Maybe you associate Oxford with scholarly robes and quiet, wholesome boating weekends. If that’s the case, you’d be very, very wrong.

This ghost tour of Oxford Castle reveals a dark and sinister side to this historic city – a woman who survived her hanging only to end up almost dissected by a medical student, an 18th-century celebrity murderess and a notoriously cruel prison keeper are just some of the previous inhabitants of the castle.

Prepare for your scare: Ghost tours take place every Thursday throughout October and November. Tickets cost £8.95pp. 

oxfordcastleunlocked.co.uk

Scare Kingdom Lancashire

Fancy spending an evening with a family of serial killers in a Slaughter Shed? Not so much? How about keeping some rancid, half-human mutants company in a post-apocalyptic war zone then?

Nah, us neither. But apparently we’re in a very wimpy minority.

Scare Kingdom Doomsday Scream Park has launched four all-new attractions for Halloween, which combine ghoulish actors, special effects and blood-spattered rooms to create a terrifying night out.

Possessed statues, Lockjaw (a demented cannibal) and Gorevinsky Guignol, a blood-crazed theatre impresario, are just some of the unfriendly characters that will be roaming the park.

Does that all sound a bit overwhelming? Solution: you can beat
a hasty retreat to the Fright Bar for a calming tipple.

Prepare for your scare: Scare Kingdom Doomsday Scream Park is open October 13-November 3. Entrance fees start from £15 “per body”.

scarekingdom.com

 

Thorpe Park Fright Nights Surrey

Not one for the claustrophobic, the creepiest new addition to Thorpe Park’s Fright Nights is called The Passing, with you as a criminal, sentenced to death and destined for hellfire.

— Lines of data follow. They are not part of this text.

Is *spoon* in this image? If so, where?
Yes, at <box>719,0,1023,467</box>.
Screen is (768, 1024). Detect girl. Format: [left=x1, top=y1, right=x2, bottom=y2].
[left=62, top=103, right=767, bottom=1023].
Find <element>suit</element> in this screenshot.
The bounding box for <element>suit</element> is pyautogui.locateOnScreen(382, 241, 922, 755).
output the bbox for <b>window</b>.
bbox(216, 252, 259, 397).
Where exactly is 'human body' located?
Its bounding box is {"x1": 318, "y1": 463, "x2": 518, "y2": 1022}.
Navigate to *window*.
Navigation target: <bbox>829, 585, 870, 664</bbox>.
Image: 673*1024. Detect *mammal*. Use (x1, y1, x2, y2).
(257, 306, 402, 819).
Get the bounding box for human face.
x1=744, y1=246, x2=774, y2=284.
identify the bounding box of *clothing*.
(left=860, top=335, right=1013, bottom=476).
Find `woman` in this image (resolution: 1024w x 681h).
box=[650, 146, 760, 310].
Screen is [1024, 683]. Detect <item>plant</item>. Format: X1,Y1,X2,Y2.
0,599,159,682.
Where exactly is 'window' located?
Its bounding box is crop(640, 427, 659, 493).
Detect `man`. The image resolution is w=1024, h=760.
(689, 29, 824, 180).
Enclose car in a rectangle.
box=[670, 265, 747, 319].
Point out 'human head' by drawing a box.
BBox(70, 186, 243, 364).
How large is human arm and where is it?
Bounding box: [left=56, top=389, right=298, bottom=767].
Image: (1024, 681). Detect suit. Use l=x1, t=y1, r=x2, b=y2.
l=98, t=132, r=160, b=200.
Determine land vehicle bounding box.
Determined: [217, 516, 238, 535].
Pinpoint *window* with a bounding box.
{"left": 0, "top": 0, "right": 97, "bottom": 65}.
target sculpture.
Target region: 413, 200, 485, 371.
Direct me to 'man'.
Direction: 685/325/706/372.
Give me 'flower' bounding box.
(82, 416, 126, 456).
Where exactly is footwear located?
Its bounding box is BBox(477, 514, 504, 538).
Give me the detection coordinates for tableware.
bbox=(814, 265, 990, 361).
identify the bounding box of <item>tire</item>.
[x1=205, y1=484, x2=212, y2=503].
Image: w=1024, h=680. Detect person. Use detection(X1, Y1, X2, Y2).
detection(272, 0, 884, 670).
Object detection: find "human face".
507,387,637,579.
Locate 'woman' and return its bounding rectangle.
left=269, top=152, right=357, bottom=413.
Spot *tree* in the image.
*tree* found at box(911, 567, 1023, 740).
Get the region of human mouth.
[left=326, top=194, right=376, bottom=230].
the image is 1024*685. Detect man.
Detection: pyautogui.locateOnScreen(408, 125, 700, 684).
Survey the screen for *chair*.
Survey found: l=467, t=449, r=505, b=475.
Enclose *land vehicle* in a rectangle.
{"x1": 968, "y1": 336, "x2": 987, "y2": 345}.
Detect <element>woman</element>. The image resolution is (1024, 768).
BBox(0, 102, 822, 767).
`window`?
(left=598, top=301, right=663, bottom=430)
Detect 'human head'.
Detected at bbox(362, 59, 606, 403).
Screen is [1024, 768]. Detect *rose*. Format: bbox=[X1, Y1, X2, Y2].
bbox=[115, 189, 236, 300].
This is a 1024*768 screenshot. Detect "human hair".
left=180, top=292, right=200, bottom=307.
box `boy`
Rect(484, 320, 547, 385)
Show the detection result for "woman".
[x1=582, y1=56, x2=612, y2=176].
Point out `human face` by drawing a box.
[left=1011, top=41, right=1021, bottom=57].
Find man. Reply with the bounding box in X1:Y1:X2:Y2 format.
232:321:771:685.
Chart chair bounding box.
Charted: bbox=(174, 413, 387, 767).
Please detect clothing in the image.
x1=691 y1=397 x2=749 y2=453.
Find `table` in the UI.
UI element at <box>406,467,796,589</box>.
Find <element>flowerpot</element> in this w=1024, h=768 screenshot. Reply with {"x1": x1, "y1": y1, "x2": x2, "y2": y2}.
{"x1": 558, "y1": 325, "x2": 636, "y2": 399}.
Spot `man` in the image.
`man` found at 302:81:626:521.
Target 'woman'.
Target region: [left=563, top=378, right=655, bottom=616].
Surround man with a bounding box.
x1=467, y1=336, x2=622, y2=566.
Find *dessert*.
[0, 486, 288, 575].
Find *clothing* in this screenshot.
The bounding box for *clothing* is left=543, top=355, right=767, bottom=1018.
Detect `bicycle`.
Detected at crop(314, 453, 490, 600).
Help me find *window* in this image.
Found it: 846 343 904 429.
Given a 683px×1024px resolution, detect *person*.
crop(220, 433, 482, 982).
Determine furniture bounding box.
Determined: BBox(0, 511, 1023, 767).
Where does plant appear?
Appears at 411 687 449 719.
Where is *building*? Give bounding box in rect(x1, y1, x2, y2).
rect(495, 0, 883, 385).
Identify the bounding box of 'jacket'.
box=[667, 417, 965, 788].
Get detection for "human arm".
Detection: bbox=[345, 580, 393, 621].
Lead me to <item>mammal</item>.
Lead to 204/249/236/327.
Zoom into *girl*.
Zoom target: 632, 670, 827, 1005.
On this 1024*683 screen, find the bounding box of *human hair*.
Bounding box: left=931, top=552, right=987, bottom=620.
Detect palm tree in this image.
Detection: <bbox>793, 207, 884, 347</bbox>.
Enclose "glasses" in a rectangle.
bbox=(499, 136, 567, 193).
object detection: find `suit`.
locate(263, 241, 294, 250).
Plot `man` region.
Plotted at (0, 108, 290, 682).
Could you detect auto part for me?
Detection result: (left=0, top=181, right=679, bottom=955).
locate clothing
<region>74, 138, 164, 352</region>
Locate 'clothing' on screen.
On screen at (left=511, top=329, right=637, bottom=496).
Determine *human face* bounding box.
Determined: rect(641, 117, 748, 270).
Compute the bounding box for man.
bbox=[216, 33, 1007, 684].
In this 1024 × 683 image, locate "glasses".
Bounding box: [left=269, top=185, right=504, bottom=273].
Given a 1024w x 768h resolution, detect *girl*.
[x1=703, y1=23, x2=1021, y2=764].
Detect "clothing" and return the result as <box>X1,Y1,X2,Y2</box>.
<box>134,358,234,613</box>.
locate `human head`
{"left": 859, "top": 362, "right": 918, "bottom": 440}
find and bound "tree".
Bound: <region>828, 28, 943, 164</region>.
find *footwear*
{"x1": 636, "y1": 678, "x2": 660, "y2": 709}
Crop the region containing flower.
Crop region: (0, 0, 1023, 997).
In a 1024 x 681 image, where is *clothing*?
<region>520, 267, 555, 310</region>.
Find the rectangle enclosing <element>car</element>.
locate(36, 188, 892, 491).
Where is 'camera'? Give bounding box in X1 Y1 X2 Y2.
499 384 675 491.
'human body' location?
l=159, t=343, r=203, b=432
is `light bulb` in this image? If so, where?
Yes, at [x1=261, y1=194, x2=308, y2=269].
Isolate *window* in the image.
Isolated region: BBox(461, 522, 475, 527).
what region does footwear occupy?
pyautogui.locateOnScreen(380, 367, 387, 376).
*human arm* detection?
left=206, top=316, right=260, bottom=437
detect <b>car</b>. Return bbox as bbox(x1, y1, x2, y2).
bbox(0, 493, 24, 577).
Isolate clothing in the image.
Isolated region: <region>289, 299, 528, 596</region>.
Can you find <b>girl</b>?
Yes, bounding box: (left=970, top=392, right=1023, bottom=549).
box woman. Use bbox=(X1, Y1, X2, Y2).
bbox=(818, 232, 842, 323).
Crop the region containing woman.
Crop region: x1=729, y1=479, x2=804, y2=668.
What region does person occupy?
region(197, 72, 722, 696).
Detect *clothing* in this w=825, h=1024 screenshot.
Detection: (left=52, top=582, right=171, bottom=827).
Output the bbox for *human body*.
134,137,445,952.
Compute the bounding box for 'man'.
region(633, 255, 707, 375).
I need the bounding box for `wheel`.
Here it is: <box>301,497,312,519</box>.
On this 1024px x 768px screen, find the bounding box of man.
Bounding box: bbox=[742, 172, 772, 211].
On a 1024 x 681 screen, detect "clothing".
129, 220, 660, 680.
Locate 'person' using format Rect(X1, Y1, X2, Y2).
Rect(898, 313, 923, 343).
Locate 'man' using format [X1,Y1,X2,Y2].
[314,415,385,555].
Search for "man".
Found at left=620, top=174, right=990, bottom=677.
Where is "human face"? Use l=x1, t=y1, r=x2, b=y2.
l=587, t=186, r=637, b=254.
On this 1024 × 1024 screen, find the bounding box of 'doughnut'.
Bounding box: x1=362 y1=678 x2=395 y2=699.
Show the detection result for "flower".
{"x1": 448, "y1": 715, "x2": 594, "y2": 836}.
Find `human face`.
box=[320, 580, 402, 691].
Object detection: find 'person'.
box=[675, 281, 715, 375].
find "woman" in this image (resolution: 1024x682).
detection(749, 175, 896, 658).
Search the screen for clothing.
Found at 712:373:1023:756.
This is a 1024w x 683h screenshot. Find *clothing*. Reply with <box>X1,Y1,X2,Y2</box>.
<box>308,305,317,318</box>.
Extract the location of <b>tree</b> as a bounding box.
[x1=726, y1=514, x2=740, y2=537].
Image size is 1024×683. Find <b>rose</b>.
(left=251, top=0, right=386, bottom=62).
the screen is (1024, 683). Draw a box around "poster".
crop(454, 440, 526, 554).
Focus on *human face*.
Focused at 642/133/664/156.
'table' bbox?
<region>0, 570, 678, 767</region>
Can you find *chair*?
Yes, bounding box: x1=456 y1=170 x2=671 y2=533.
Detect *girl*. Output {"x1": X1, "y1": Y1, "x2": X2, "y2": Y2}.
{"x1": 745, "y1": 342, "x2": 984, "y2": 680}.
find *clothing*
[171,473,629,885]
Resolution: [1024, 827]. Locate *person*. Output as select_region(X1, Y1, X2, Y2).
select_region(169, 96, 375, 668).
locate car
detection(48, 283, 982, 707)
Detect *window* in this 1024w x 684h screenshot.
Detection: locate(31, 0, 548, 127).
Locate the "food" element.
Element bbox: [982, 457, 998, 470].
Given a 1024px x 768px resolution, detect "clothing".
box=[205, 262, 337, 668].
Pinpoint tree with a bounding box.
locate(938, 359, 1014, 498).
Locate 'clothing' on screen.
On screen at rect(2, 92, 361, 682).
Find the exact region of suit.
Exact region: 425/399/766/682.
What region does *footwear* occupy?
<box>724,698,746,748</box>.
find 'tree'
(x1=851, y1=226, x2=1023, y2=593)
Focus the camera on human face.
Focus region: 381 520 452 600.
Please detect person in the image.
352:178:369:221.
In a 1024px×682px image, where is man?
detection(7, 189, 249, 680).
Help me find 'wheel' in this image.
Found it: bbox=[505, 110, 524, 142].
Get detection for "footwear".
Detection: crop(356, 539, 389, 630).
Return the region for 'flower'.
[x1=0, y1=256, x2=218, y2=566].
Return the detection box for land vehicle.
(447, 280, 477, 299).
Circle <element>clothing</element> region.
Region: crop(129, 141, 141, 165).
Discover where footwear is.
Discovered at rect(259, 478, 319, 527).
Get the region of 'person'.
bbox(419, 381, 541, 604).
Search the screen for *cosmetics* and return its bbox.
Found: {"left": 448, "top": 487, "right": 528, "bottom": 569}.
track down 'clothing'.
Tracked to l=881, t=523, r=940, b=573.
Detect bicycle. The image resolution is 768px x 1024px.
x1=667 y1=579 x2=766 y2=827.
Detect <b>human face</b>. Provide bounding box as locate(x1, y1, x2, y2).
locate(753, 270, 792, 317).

The experience starts with you dying – sort of – when your head is covered with a hessian body bag.

Then you’ll find yourself in a nightmare vision of the afterlife, and be punished for your sins. Not your thing?

Then choose from any of the other four extreme horror mazes, including The Asylum, where crazed patients roam, and Saw Alive, which is based on the thoroughly twisted movie franchise.

Prepare for your scare: October 12-November 4. Tickets £45.60. See web for group discounts.